Brown Square House
Brown Square House | |
Location | Newburyport, Massachusetts |
---|---|
Coordinates | 42°48′40″N 70°52′27″W / 42.81111°N 70.87417°W |
Built | 1801 |
Architect | Moses Brown |
Architectural style | Federal |
Part of | Newburyport Historic District (ID84002411) |
NRHP reference No. | 75000284[1] |
Significant dates | |
Added to NRHP | March 7, 1975 |
Designated CP | August 2, 1984 |
The Brown Square House, now the Garrison Inn, is a historic pair of rowhouses at 11 Brown Square in Newburyport, Massachusetts. The four story brick rowhouses were built in 1809 and 1810 by Moses Brown, a Newburyport landowner, shipbuilder, and shipping merchant. Brown had planned to build a much longer row, but suffered financial reverses and was unable to build more than the pair. Sometime before 1849 the building was adapted for use as a boarding house. In 1922 it was turned into a hotel, named in honor of abolitionist William Lloyd Garrison, a statue of whom graces the square. That hotel closed in 1948,[2] but the building has since been rehabilitated and reopened under the same name.
The building was added to the National Register of Historic Places in 1975,[1] and included in the Newburyport Historic District in 1984.[2]
See also
References
- ^ a b "National Register Information System". National Register of Historic Places. National Park Service. April 15, 2008.
- ^ a b "MACRIS inventory record for Brown Square House". Commonwealth of Massachusetts. Retrieved 2014-01-19.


-- Exercise directions --
Find the string "diagram" in the entries and copy each line that has it.

-- Records shown --
----

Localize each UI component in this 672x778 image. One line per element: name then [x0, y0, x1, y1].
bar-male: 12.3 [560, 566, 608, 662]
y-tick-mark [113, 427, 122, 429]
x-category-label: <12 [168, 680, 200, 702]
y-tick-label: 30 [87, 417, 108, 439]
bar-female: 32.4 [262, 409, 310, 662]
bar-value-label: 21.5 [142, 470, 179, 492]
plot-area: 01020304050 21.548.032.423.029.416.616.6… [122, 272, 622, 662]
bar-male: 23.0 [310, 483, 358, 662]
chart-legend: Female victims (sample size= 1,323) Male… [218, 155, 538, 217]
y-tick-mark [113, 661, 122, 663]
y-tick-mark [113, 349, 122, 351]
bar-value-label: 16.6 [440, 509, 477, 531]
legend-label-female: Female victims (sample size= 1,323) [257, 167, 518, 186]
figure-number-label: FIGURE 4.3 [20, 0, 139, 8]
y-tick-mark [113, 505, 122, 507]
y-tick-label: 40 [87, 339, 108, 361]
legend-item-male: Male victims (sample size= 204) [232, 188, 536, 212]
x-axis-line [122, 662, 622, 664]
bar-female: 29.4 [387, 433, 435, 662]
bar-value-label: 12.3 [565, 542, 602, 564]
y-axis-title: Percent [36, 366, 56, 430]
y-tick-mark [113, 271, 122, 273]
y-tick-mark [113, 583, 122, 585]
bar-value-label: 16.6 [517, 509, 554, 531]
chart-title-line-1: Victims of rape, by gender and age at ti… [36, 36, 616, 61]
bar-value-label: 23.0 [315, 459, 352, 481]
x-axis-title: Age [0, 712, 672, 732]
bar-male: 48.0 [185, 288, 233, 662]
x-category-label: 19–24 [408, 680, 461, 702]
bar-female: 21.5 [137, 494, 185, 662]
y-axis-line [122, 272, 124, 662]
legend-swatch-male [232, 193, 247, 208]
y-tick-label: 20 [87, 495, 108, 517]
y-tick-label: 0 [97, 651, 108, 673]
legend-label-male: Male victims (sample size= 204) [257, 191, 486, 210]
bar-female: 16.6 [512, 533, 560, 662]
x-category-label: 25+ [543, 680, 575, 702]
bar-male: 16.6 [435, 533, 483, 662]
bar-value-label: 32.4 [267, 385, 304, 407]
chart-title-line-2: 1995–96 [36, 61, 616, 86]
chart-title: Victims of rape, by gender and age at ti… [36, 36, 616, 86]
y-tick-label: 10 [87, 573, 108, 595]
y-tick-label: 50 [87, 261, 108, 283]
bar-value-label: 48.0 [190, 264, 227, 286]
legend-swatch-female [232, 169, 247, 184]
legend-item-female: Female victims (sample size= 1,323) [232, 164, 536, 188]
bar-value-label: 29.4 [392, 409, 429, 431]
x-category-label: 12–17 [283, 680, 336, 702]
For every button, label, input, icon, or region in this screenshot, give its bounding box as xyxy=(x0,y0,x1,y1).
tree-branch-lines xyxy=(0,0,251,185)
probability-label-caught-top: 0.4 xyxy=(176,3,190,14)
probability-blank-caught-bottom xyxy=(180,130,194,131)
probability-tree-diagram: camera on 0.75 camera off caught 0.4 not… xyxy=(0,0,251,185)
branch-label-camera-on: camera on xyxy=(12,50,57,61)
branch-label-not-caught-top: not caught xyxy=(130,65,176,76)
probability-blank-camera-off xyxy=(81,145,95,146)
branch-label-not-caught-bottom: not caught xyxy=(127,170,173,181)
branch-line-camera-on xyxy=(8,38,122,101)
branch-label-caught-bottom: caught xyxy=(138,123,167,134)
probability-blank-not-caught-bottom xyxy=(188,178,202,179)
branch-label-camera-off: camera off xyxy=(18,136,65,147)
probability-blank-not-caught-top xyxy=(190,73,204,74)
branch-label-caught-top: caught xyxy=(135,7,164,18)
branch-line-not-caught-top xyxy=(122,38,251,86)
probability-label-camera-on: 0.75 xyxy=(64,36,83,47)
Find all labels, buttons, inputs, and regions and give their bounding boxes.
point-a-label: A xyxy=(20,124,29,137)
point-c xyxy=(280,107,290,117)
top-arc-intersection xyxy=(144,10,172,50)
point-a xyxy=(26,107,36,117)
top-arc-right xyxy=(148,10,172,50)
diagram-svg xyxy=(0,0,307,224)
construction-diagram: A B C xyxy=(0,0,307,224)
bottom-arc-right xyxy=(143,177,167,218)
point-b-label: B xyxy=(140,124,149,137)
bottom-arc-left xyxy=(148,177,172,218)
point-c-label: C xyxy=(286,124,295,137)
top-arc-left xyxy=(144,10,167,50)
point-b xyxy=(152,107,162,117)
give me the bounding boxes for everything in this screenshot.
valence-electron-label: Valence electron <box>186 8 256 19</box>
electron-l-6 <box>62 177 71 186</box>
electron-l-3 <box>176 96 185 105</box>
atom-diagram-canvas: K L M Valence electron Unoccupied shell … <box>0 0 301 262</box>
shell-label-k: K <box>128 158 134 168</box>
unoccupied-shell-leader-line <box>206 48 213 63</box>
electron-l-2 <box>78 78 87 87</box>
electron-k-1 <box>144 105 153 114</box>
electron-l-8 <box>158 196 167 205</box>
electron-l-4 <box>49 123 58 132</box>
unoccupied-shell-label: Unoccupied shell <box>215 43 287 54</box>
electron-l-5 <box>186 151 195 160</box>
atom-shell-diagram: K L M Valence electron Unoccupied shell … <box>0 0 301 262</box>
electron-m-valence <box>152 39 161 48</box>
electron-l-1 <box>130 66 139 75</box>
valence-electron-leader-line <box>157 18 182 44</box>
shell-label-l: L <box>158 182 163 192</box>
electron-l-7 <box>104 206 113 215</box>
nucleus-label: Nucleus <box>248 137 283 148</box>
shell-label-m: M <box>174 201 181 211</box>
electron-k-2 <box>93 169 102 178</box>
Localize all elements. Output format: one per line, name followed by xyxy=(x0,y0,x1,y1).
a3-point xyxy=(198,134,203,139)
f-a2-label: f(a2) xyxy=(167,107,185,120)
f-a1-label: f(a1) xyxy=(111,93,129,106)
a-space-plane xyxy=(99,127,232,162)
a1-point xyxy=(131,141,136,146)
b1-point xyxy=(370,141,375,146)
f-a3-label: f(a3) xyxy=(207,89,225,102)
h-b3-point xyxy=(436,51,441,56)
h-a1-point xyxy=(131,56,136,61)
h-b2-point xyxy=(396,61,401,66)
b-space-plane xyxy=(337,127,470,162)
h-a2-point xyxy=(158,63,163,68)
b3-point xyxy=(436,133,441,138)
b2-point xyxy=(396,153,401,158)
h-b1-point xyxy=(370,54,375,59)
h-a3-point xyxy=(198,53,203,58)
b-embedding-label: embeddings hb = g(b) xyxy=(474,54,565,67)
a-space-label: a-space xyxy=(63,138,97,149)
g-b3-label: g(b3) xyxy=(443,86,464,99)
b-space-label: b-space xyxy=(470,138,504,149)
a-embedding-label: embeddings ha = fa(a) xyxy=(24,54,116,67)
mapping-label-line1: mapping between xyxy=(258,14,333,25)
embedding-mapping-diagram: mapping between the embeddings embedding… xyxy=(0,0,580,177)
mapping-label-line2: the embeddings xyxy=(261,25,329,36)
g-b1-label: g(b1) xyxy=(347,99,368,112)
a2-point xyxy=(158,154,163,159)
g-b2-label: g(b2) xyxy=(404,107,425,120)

----

-- Written answer --
probability-tree-diagram: camera on 0.75 camera off caught 0.4 not… xyxy=(0,0,251,185)
diagram-svg xyxy=(0,0,307,224)
construction-diagram: A B C xyxy=(0,0,307,224)
atom-diagram-canvas: K L M Valence electron Unoccupied shell … <box>0 0 301 262</box>
atom-shell-diagram: K L M Valence electron Unoccupied shell … <box>0 0 301 262</box>
embedding-mapping-diagram: mapping between the embeddings embedding… xyxy=(0,0,580,177)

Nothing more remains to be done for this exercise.